The honest read: DigitalOcean's raw Droplet can be cheaper at the absolute floor, because you're paying for a bare VM and supplying the labor yourself. Once you add managed TLS, a managed database, monitoring, and the hours spent operating the box, Deployra's all-inclusive per-service pricing tends to come out ahead for a managed full-stack app. Treat the DigitalOcean figures above as "as of June 2026" reference points, not fixed numbers.
Migrating from DigitalOcean
Moving a containerized app over is usually a sub-hour job:
-
Catalog your environment variables. Pull the env/secrets from your Droplet or App Platform config — you'll re-enter them in the Deployra dashboard.
-
Make sure you have a Dockerfile. If your app already runs in Docker, you're done. If it's running directly on a Droplet, write a Dockerfile (or push a prebuilt image to a registry) — this is the one prerequisite Deployra needs.
-
Connect GitHub and pick your repo + branch. Link your account, choose the repository, and select the branch to deploy from. Enable auto-deploy if you want every push to ship.
-
Provision databases and deploy. Add a managed MySQL/PostgreSQL/Redis instance if you need one, choose an instance type, and deploy. Watch the build logs, point your custom domain at Deployra, and SSL is provisioned automatically. Once smoke tests pass, tear down the old Droplet.
When DigitalOcean Still Makes Sense
DigitalOcean remains the better pick in plenty of cases:
- You genuinely want a VM. Full root access, custom kernel modules, non-containerized workloads, or anything that wants to be a long-lived server rather than a deployment.
- Object storage. DigitalOcean Spaces is a clean S3-compatible store; Deployra doesn't offer object storage.
- Broad IaaS needs. Load balancers, floating IPs, VPCs, Kubernetes (DOKS) you operate yourself, GPU droplets — DigitalOcean is a full IaaS provider; Deployra is a focused deployment platform.
- The docs and community. DigitalOcean's tutorials are a genuine asset, especially while you're learning.
For most web apps, APIs, and database-backed services where you'd rather ship than operate, the managed path wins. For raw infrastructure, DigitalOcean wins.

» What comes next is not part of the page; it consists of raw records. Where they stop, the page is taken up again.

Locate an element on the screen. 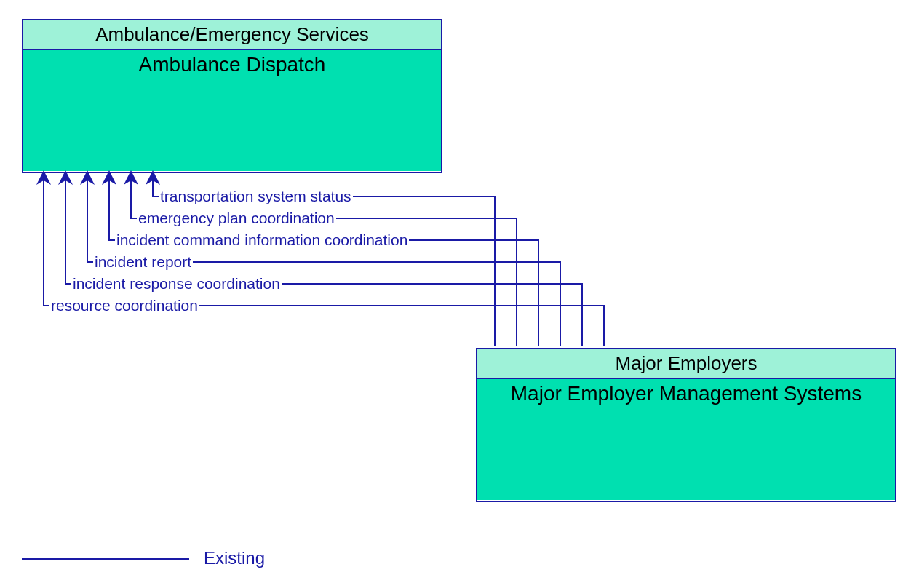 Image resolution: width=911 pixels, height=588 pixels. node-ambulance-dispatch: Ambulance/Emergency Services Ambulance D… is located at coordinates (232, 96).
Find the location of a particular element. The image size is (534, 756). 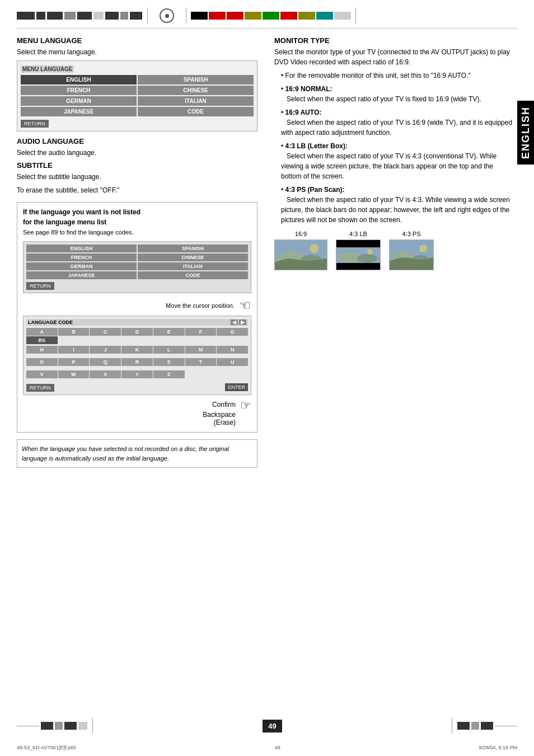

right-color-bar is located at coordinates (271, 16).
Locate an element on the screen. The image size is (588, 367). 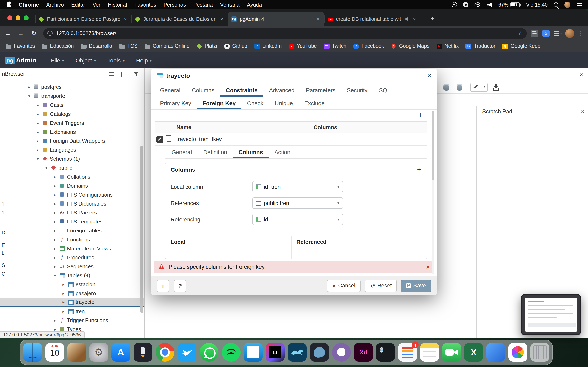
excel-icon: X is located at coordinates (474, 352).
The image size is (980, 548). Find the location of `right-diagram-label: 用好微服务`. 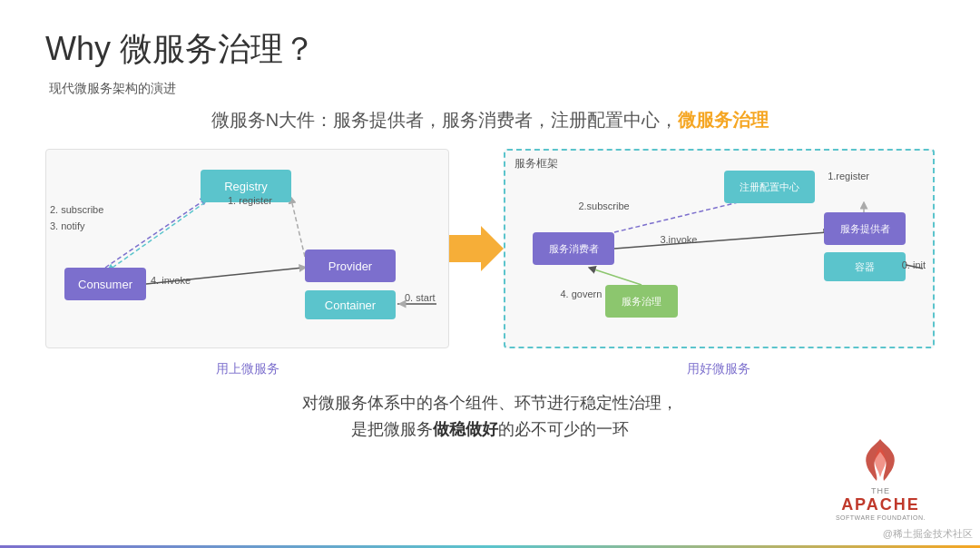

right-diagram-label: 用好微服务 is located at coordinates (719, 369).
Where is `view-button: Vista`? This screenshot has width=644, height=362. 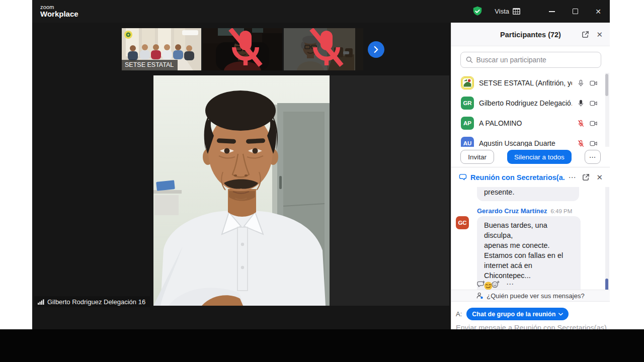 view-button: Vista is located at coordinates (507, 11).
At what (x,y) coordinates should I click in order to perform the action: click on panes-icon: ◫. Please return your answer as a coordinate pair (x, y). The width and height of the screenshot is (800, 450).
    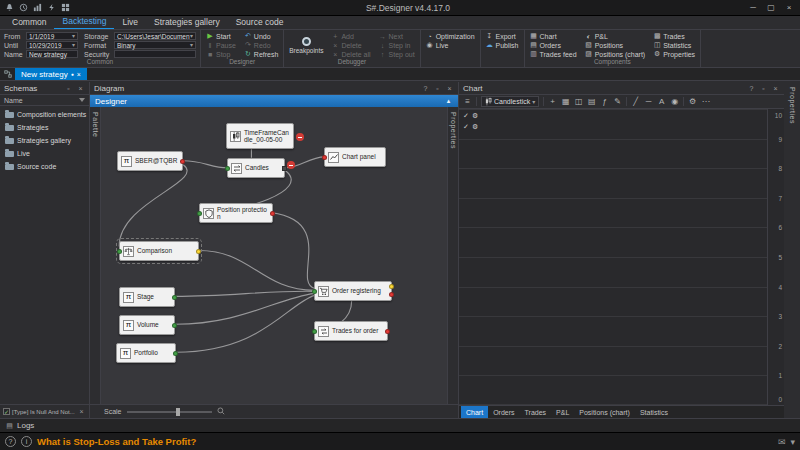
    Looking at the image, I should click on (578, 102).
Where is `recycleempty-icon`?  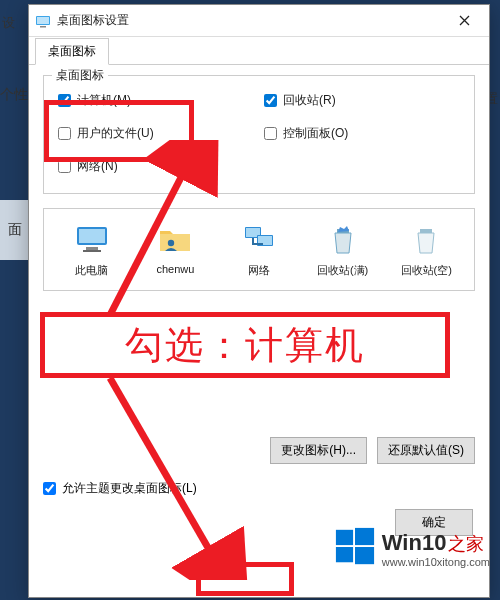
recycleempty-icon is located at coordinates (426, 239).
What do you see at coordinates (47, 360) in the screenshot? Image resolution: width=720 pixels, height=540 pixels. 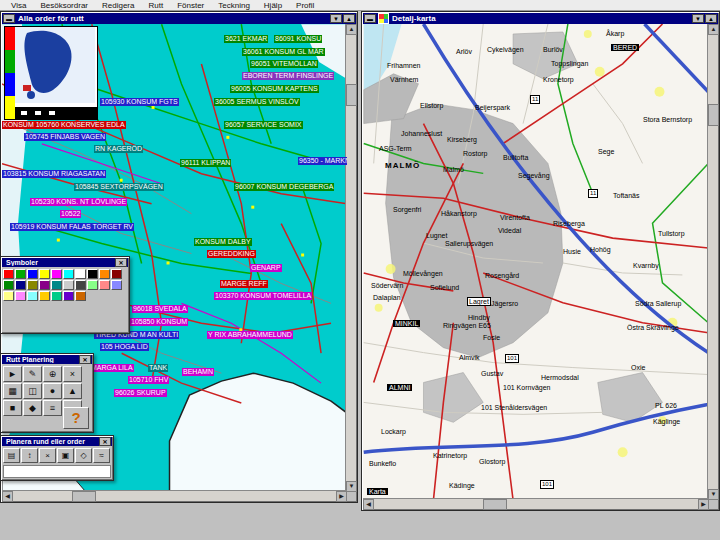 I see `tool-palette-titlebar: Rutt Planering ✕` at bounding box center [47, 360].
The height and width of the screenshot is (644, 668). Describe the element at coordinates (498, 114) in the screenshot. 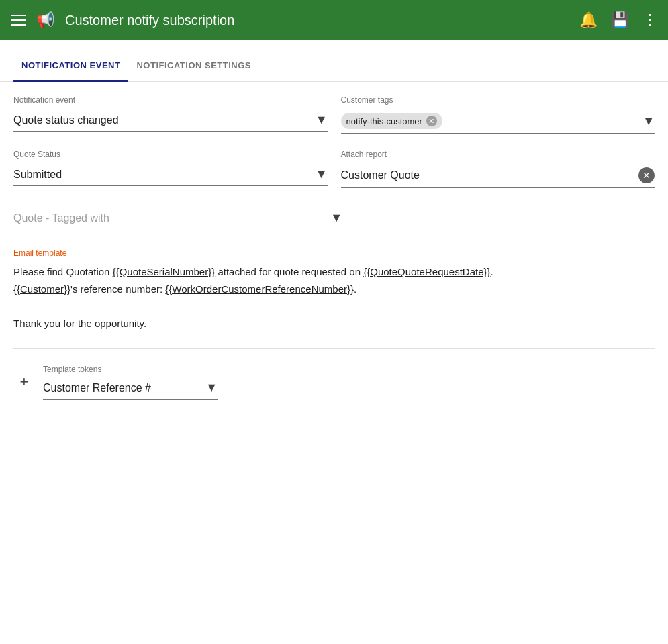

I see `customer-tags-group: Customer tags notify-this-customer ✕ ▼` at that location.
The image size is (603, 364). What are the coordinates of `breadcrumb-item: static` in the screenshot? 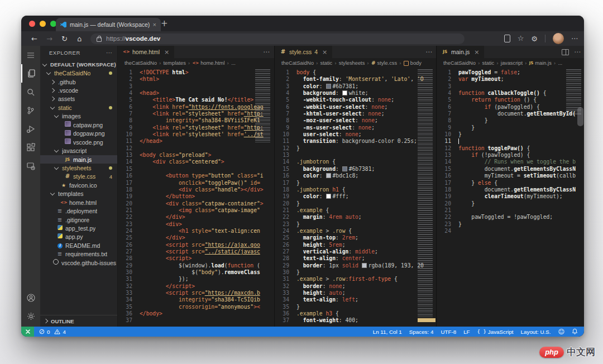 It's located at (327, 63).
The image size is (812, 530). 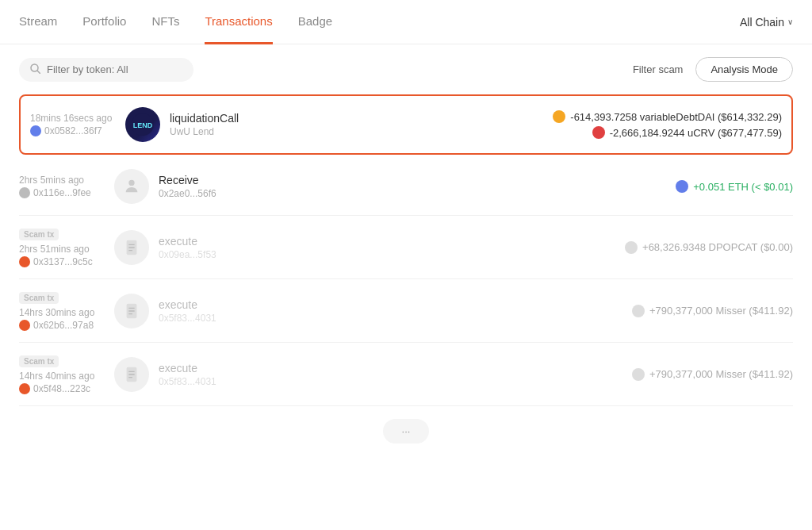 What do you see at coordinates (67, 376) in the screenshot?
I see `tx-time: 14hrs 40mins ago` at bounding box center [67, 376].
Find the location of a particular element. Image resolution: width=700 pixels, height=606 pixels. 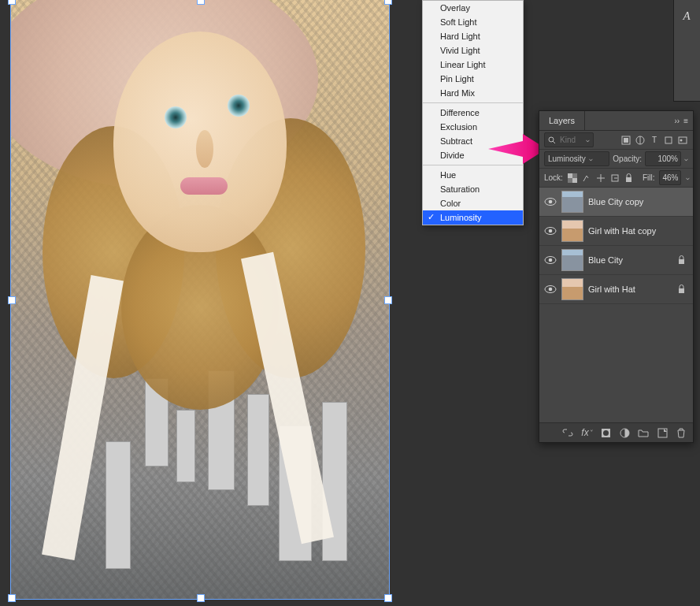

Ship the App, Not the Server
If you picked DigitalOcean and find yourself spending more time on the box than on your product — patching, renewing certs, wiring up monitoring — that's the signal. The best DigitalOcean alternative for you might not be a cheaper VM; it might be not running a VM at all.
Get started with Deployra and deploy your first app from a git push.